Later, he spent some time repossessing cars. It was back when the collapse started happening, the first phase. People had bought all kinds of junk on credit, and now they were out of money. Gas prices going through the roof, house values tanking, people losing jobs left and right – suddenly, paying the note on that Hummer or that Land Rover didn’t seem so smart anymore. Those were good times and Gordo made good money. It seemed like he could always make money, up or down, it didn’t matter.

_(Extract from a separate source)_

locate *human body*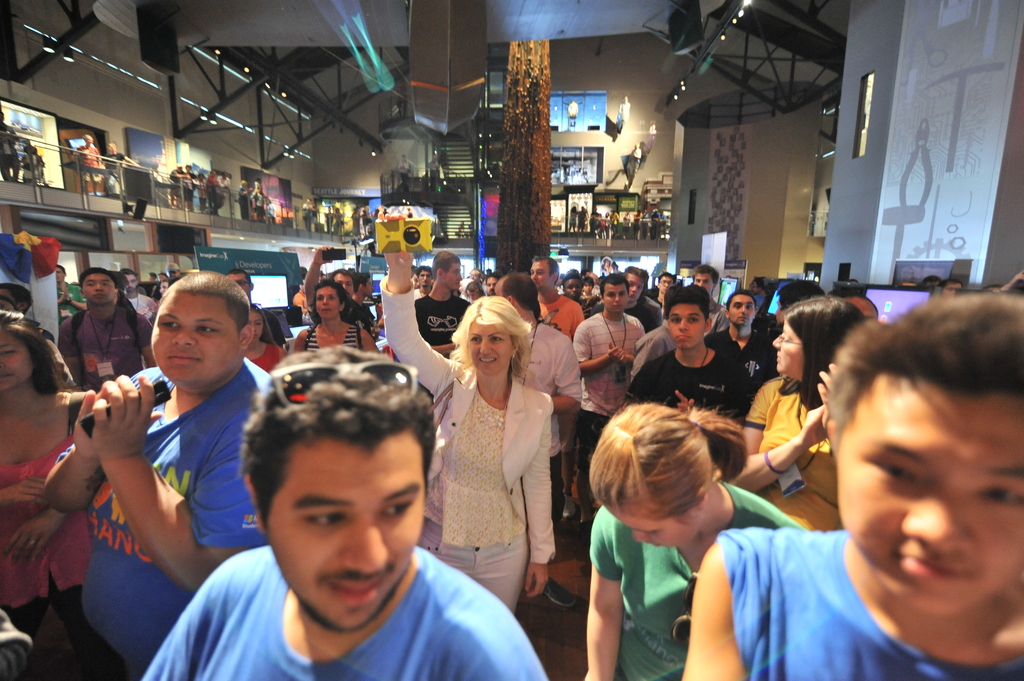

But the banks themselves started going belly up. There was a glut of consumer shit out there – cars, boats, jet skis – and nobody was paying on any of it, but the companies didn’t want it back anymore, either. It cost more to collect the stuff than the money they could get reselling it or unloading it at auction. Then the gasoline dried up, and no middle-class worker bee would take a powerboat or a jet ski if you tried to give them one. You might as well try to give them bubonic plague. It was a good lesson to learn – toys that had once cost ten thousand, twenty thousand, even thirty thousand dollars or more could become worth zero, or less than zero, practically overnight.